The cinematography is beyond intriguing. First, influence by Orson Welles Citizen Kane, the dramatic heft of shadow and light used on every street corner, children look huge coming form far away and balloon salesman’ silhouettes look like monsters. The sewers shine heavily and are far form dark and scary, but still contain many crevasses to hide in once Harry Lime tries to escape. Basically, in glorious black/white, everything is very bright or very dark there is not a lot of in between. The titled camera angles are influenced by movies like The Cabinet of Dr Caligari, German expressionists form the silent era that had to be more expressive- in many ways Third Man has qualities of the best silent cinema. When going underground, the manhole covers are spiked and feel clumsy to operate. In one scene that again harks back to Citizen Kane, a part is placed in a room for almost a jump-scare effect while Holly Martin evades his pursuers. The movie get more humor out of awkward placements and situations than jokes for laughs,. The music Anton Karas zither also pops at up at just the write times, and expresses who the character feels- never before has a strange film score helped a movies out like this.
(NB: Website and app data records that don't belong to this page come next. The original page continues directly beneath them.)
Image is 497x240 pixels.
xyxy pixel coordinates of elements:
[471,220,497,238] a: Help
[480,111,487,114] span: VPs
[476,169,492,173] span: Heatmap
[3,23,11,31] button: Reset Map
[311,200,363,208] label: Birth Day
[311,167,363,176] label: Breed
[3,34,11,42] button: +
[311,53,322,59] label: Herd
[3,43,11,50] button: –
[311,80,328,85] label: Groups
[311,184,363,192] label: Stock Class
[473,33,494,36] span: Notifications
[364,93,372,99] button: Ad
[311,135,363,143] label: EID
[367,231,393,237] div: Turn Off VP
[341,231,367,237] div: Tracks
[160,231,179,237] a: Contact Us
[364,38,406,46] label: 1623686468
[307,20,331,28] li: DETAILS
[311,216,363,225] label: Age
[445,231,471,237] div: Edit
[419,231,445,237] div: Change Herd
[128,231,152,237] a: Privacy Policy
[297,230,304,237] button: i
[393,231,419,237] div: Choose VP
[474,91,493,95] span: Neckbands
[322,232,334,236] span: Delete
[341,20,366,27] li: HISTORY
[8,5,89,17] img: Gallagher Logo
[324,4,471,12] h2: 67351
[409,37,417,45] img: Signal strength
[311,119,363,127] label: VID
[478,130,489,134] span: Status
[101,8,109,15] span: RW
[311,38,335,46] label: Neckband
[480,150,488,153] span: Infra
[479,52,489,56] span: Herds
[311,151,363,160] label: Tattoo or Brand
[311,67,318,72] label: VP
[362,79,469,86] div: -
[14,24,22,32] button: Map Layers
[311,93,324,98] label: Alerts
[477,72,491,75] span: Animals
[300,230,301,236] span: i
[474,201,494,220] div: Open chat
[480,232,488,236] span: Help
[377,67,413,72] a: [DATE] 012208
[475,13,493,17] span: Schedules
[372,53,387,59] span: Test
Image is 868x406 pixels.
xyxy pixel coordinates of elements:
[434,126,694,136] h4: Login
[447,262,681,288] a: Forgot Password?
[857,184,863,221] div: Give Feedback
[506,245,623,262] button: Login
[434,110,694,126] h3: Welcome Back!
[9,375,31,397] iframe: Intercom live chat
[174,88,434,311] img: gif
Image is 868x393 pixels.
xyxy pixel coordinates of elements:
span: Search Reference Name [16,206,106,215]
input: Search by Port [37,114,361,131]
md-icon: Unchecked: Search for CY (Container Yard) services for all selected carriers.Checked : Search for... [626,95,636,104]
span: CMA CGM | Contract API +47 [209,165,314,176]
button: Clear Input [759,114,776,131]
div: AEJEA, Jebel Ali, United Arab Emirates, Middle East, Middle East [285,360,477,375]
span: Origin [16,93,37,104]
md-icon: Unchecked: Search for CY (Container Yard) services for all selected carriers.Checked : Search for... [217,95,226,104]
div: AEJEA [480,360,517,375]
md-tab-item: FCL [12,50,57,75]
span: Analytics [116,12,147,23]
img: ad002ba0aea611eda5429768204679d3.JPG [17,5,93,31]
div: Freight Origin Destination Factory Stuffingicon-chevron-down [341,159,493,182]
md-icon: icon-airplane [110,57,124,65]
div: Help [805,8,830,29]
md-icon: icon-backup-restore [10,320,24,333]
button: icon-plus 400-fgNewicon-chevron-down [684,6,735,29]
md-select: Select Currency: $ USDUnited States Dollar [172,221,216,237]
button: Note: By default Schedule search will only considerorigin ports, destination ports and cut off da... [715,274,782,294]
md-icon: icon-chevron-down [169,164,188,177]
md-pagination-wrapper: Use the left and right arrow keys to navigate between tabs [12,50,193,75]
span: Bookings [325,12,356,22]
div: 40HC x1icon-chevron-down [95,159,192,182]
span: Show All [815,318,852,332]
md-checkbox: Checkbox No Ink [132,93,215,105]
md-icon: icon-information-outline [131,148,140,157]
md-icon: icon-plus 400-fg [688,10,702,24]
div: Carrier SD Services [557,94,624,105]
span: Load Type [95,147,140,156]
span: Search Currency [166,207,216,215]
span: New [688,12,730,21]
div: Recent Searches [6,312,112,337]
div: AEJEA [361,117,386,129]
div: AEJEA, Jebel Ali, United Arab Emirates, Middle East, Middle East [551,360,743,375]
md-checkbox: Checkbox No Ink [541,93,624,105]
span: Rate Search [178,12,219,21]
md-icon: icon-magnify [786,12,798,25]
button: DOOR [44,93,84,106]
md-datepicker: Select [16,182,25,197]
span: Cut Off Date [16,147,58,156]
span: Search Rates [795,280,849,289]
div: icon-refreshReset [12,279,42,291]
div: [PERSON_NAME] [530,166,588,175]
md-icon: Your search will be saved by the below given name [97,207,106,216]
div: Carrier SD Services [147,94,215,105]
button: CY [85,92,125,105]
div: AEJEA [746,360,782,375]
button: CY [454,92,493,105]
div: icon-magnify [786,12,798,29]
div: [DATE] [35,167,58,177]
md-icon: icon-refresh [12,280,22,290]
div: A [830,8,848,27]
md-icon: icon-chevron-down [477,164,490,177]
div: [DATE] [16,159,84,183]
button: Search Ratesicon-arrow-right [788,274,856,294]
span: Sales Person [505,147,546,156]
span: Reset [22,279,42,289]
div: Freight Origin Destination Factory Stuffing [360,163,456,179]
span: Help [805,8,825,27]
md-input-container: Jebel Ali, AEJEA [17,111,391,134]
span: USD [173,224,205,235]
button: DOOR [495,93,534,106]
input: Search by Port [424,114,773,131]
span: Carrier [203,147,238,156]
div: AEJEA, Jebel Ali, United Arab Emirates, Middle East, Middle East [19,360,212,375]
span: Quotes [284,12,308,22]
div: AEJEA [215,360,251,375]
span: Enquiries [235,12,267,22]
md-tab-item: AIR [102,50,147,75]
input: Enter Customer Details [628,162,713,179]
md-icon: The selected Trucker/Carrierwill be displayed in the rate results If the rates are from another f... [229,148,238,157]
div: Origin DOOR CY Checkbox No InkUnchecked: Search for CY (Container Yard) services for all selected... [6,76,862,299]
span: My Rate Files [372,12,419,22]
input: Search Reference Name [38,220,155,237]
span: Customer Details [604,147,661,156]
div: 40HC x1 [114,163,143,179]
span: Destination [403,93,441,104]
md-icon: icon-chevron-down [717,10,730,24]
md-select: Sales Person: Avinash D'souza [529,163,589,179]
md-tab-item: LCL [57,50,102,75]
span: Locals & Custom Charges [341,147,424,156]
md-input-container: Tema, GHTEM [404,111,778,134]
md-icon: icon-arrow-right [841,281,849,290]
Third Man plays like the ultimate film noir adventure in many ways, the pinnacle of the 1940’s. The setting in war torn Vienna, is split into combat zones most WWII, part of it is occupied by German, part by Russia, people cannot easily go to one or the other except using a specialized passport (part of Anna’s issue that was fixed by her boyfriend Harry Lime). In most movies a love story would form between Holly and Anna, but instead the whole romance is very dour, gloomy, and one sided from Holly. Anna never reciprocates his feelings, and the movie comes more about how Anna protects Lime no matter what he has done and accepts him for who he is, where as Holly fights a moral conundrum to either help the police bring a murderer and criminal to justice of help his friend of 20 years. Once Holly sees the effects of Lime’s diluted penicillin on innocent women and children, AND after a new comrade in arms is shot in the pursuit in the sewers, Holly feels he has no choice. Its odd that Welles character elicits any sympathy at all, he is quite the scoundrel, I do believe any once else in this acting role besides role would be mor of a typical Hollywood Villain. Welles directed a movie called The Stranger form 1946 that has a similar story to  this one, and a lot of the ambiguity of right and wrong typical in film noir is on overkill in that film, but The Third Man takes only the good and none of the bad of what cam before and creates an entertaining and mesmerizing movie experience that influenced everything after form James Bond movies to the Bourne Ultimatum, to basically any spy/espionage movie hereafter. Bernard Lee, who plays Major Paine here, went on to become “M” in the first two decades of James Bond.  As time goes on, Carol Reed’s movies as a director do not hold up as well as Orson Welles’ do, but in this one instance everything collided to perhaps make a movie that coalesced was better than anything Welles ever did.

 

Endlessly rewatchable, whether the central mystery or waiting on Harry Lime to appear in the shadows after all that talk, or to watch the final long scene where Anna passes Holly and then lingers on the not sop typical happy ending, but It must be said a very honest one. Graham Greene fought for his downer of an ending just like Polanski did in Chinatown 25 years later, just like the best movies that hold up often do. The most intriguing aspect to be is Holly vs Harry – two sides of the same coin. Holly rights stories about people that Harry Lime exemplifies in real life. In a way, Lime is the adventurer and this would make killer material for Holly’s  new novel, but perhaps the pain is too real. Holly’s choice – to betray his friend, is the most frustrating and soul searching aspect of this amazing movie. On one hand we in the audience thinks it is easy to say no, Harry Lime is in the wrong and a band man. But is it as easy to say yes, I will turn in my friend?